Mr Obama planned to leave his Hawaii vacation and return for the budget talks due today, according to a White House aide who asked not to be identified. Congress will also return today to continue negotiations on averting the so-called fiscal cliff.

A failure to reach an agreement on the budget plan would push the United States into recession for the first half of next year, the nonpartisan congressional budget office has said.

The fiscal cliff is the result of a poison-pill agreement reached this year that would require major spending reductions as tax cuts passed under George W Bush, the former president, expire at the end of the year - should Democrats and Republicans fail to reach a deal to cut the deficit. The White House has offered a deal with US$1.2 trillion (Dh4.4tn) in revenues - by fulfilling a campaign promise from Mr Obama to allow the Bush tax cuts to expire for the wealthy - and nearly $1tn in spending cuts.

Republicans are opposed to raising taxes and have questioned whether the spending cuts proposed by the White House are real.

They have instead offered a deal that would raise $1tn in tax revenue - mainly by closing loopholes and ending deductions - and another $1tn in spending cuts, including cuts to Medicare and other social programmes.

Venting frustration with Republicans, Mr Obama on Friday urged policymakers to pass scaled-down legislation that would at least prevent taxes from going up for the vast majority of Americans, those making $250,000 or less per year.

The move would satisfy Mr Obama's demand to raise taxes on the richest Americans, as all Bush-era taxes will go up on January 1, and Mr Obama only envisions extending the lower rates for middle-class earners.

House Republicans led by the speaker John Boehner have, in turn, pitched to the Democratically-led senate, asking Mr Obama and the senate majority leader Harry Reid to write up legislation that can pass both houses.

Mr Obama's suggestion would extend tax breaks to 98 per cent of Americans - those earning below $250,000 a year. In talks on a larger compromise, the president had offered to raise that threshold to $400,000.

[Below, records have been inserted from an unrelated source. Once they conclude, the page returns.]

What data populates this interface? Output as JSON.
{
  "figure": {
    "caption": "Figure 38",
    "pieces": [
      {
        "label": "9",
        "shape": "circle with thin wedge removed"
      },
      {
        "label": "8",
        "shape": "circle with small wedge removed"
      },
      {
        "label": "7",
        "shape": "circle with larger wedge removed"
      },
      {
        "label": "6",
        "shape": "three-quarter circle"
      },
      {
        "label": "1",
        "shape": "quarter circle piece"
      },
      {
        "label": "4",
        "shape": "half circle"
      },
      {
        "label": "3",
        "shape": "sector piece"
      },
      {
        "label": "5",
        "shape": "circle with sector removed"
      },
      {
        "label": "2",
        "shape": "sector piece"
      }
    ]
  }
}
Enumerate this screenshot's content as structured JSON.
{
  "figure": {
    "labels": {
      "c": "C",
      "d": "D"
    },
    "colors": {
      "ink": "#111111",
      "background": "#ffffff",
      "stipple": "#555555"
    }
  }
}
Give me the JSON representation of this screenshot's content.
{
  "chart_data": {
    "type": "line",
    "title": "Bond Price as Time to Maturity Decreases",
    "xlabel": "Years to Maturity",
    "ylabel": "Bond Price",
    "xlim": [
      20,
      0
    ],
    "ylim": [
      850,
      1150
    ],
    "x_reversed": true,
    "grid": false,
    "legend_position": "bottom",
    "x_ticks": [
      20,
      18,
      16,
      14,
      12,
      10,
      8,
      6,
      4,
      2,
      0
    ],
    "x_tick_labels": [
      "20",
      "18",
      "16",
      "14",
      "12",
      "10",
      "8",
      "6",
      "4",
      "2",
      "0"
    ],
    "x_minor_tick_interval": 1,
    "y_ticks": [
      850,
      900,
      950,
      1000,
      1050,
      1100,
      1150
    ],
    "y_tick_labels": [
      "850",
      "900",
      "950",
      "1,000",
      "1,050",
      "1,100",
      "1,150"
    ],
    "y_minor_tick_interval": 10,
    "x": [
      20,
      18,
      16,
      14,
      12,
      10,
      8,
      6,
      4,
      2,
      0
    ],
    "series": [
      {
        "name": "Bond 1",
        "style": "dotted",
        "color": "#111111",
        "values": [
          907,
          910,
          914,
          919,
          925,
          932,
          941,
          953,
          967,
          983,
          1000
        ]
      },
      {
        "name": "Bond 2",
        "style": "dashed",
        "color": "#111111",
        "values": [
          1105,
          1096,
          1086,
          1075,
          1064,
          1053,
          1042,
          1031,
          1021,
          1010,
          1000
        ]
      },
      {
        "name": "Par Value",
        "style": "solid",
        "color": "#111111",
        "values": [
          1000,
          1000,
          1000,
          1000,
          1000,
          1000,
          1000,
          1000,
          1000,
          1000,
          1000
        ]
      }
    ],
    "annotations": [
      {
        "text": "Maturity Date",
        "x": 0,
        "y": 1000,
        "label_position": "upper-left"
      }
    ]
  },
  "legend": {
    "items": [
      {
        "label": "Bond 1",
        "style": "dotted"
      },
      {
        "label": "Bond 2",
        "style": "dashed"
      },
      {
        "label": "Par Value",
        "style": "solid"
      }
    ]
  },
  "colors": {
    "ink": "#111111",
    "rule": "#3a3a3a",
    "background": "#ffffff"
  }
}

Meanwhile, uncertainty over the budget spurred crude to climb 0.6 per cent to US$89.13 a barrel in New York yesterday. US crude stockpiles probably fell last week to the lowest in 10 weeks as refineries kept utilisation at a high rate and imports decreased, a Bloomberg News survey showed.

"The oil market's movement depends on the fiscal cliff but I don't think it will lose ground," said Ken Hasegawa, an energy trading manager at Newedge Group in Tokyo.

"In a worst-case scenario the situation may continue as it is now for one month or a few months."